Introduced June 18, 2025 by Jeff Merkley · Last progress June 18, 2025
The resolution raises awareness of pollinator declines and supports actions that can protect crops, biodiversity, and public health, but doing so could impose costs on some farmers and landowners and shift limited conservation funding away from other priorities.
Farmers and consumers benefit because recognizing pollinators' role supports actions to protect pollination services that sustain crops generating about $18 billion annually, helping reduce crop losses and stabilize farm incomes and food supplies.
Rural communities and local ecosystems benefit because protecting pollinators helps preserve biodiversity and key ecosystem services (clean air, water, soil) that support public health and long-term environmental quality.
State and local governments, and agricultural stakeholders, may gain from increased attention leading to more conservation research and targeted funding to restore pollinator populations and pollination services.

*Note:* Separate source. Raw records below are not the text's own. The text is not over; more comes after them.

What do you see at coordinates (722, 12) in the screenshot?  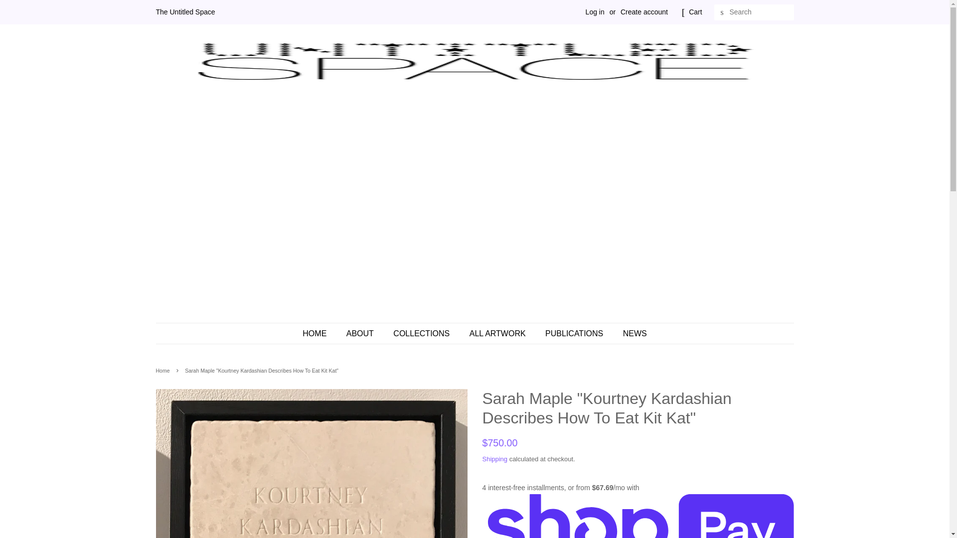 I see `SEARCH` at bounding box center [722, 12].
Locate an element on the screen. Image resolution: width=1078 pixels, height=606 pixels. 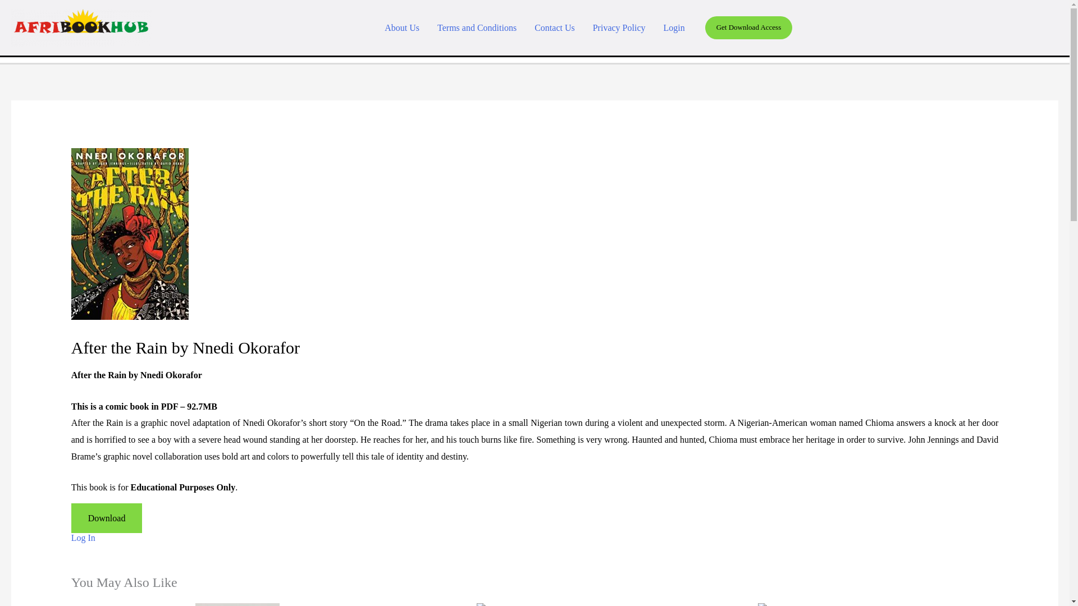
Get Download Access is located at coordinates (748, 28).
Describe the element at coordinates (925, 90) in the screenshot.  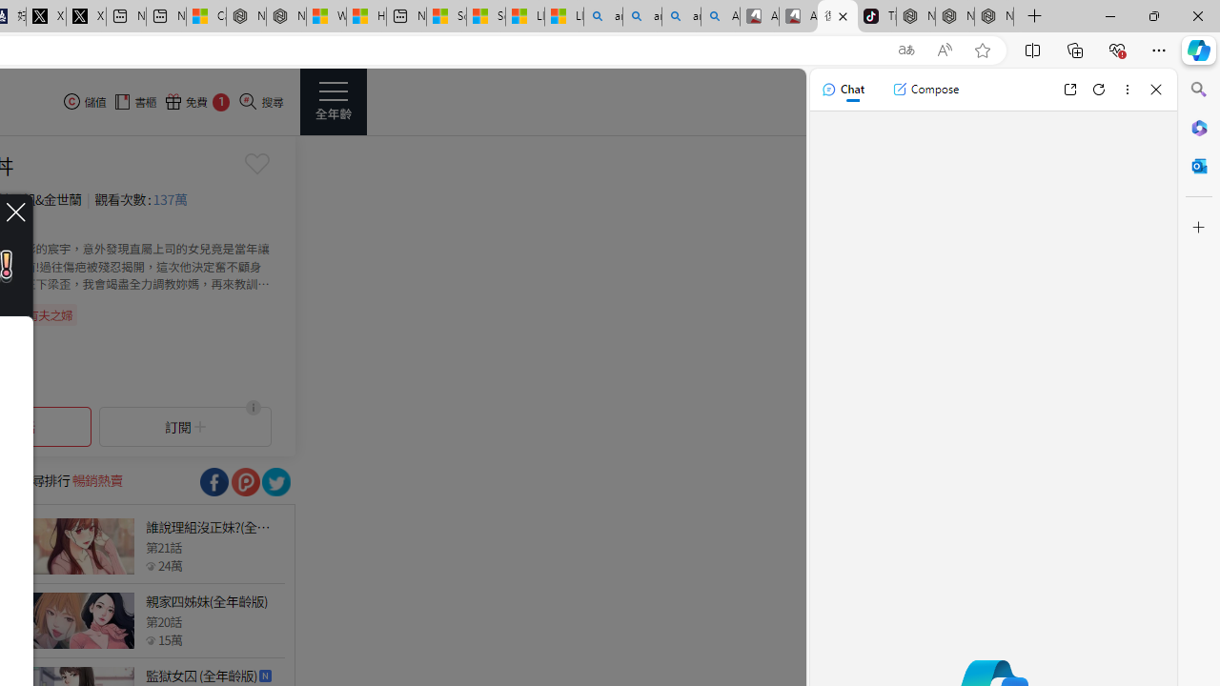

Homeowners and some landowners could face new limits on development or agricultural practices if findings spur land-use restrictions to protect pollinator habitat, constraining property use.
Farmers and small agricultural businesses may incur higher compliance costs if conservation measures inspired by the findings lead to new regulations or required practices.

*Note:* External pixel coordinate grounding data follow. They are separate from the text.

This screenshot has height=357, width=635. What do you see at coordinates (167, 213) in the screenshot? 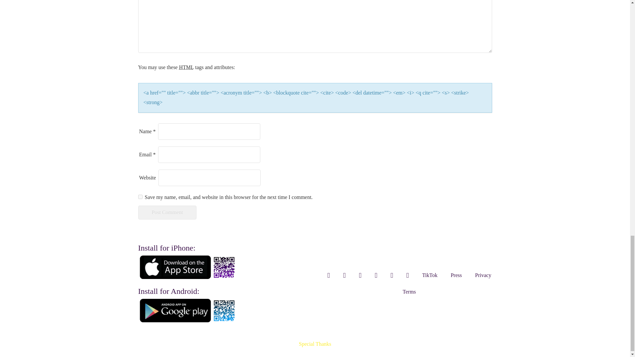
I see `Post Comment` at bounding box center [167, 213].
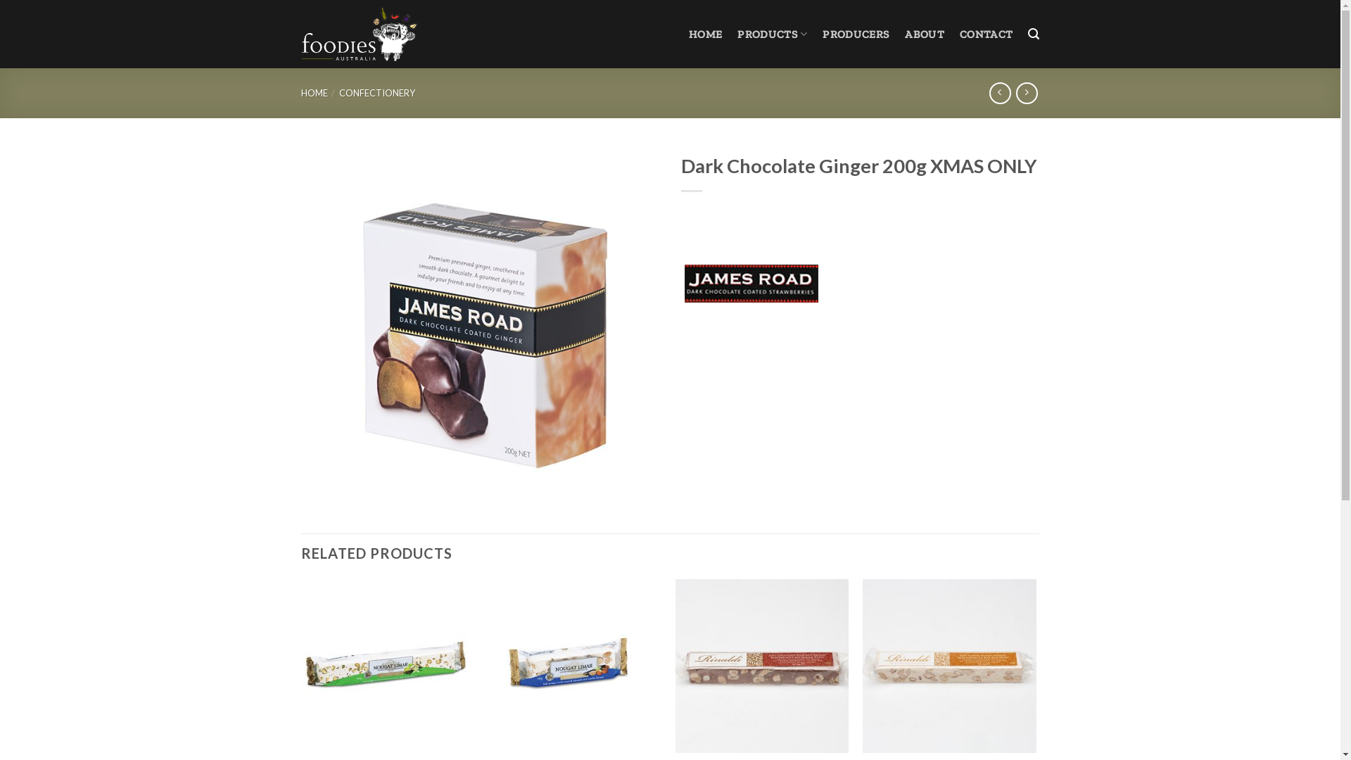  What do you see at coordinates (772, 34) in the screenshot?
I see `PRODUCTS` at bounding box center [772, 34].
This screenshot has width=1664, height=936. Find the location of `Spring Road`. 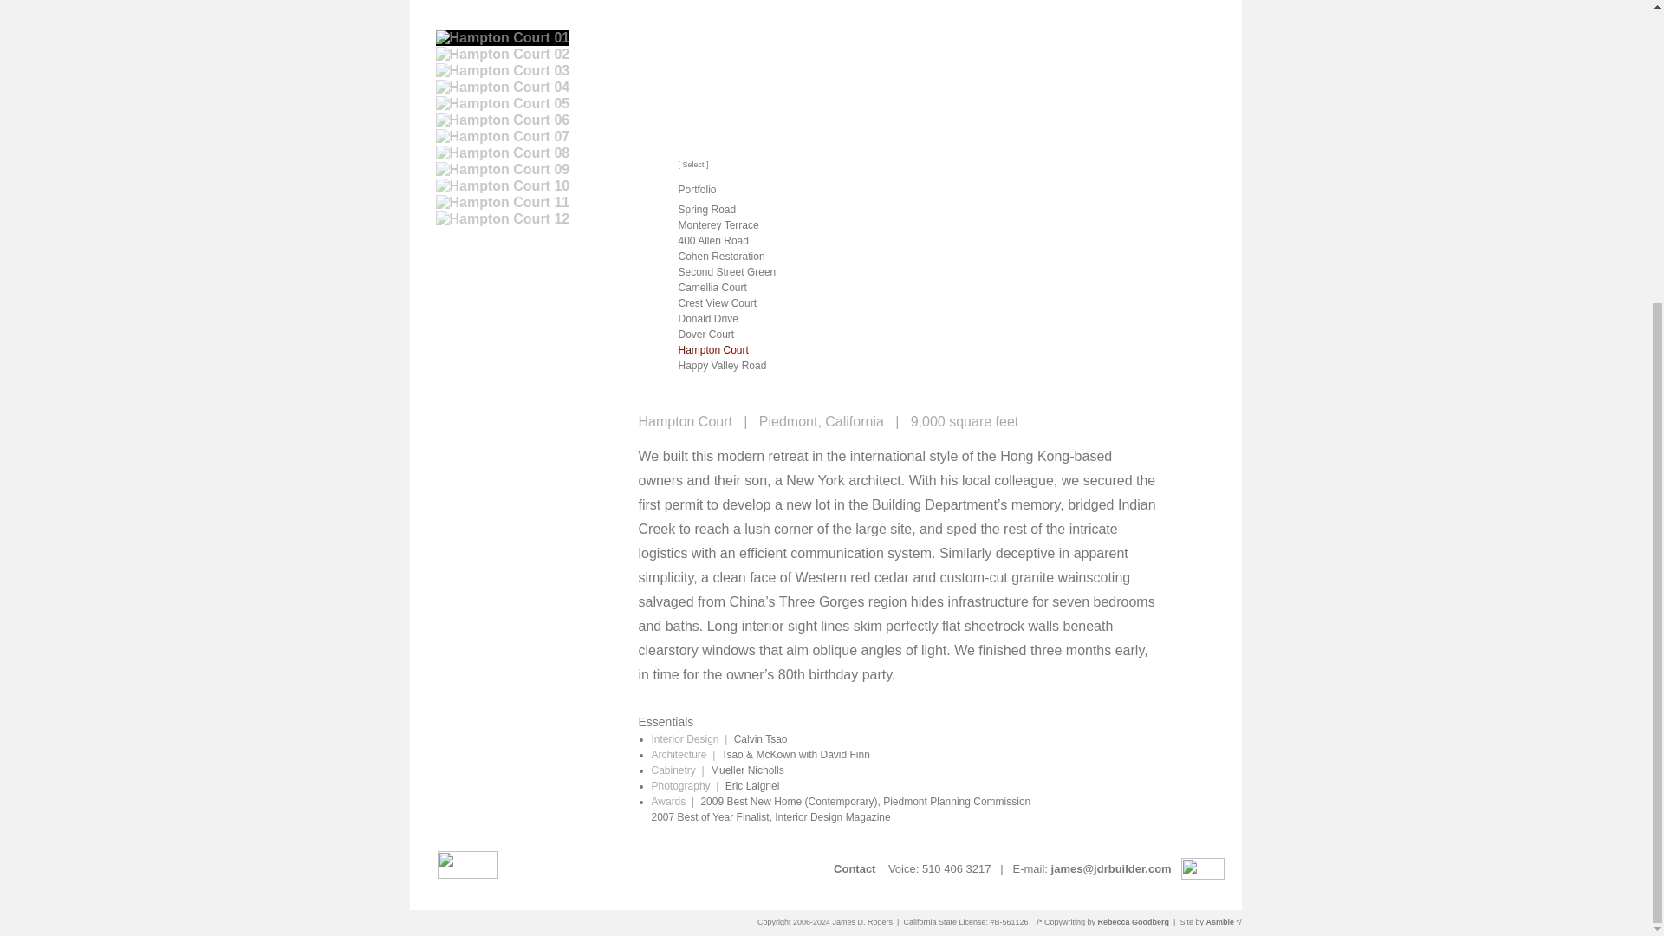

Spring Road is located at coordinates (706, 210).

State or federal conservation funding could be reallocated toward pollinator programs, potentially diverting limited resources from other local or regional priorities.
Based on analysis of 2 sections of legislative text.

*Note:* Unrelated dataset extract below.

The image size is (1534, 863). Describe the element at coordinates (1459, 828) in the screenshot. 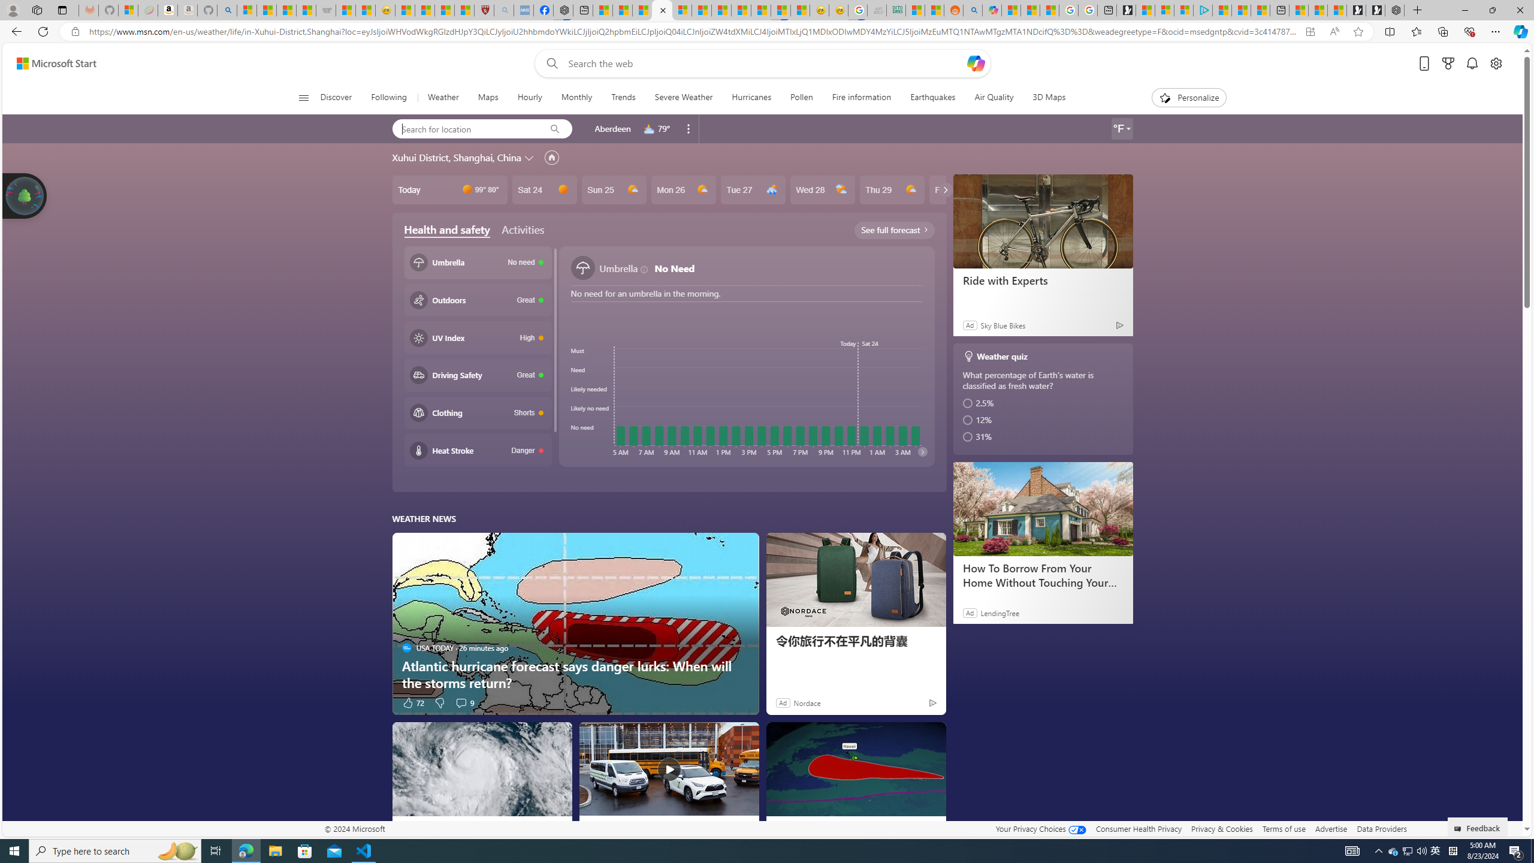

I see `Class: feedback_link_icon-DS-EntryPoint1-1` at that location.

Recognizes that native pollinators — including bees, butterflies and moths, birds, bats, and beetles — are essential to U.S. agriculture, biodiversity, and ecosystem health and records widespread and severe population declines that threaten crop production and ecological systems. The resolution lists economic estimates and species-specific decline data (including large declines in monarch butterflies and bumble bees) as the factual basis for expressing concern and drawing attention to the issue. This is a non-binding, declarative resolution that states findings about pollinator importance and declines; it does not create new programs, funding, or regulatory requirements but may guide awareness, policy discussions, and future legislative or agency actions.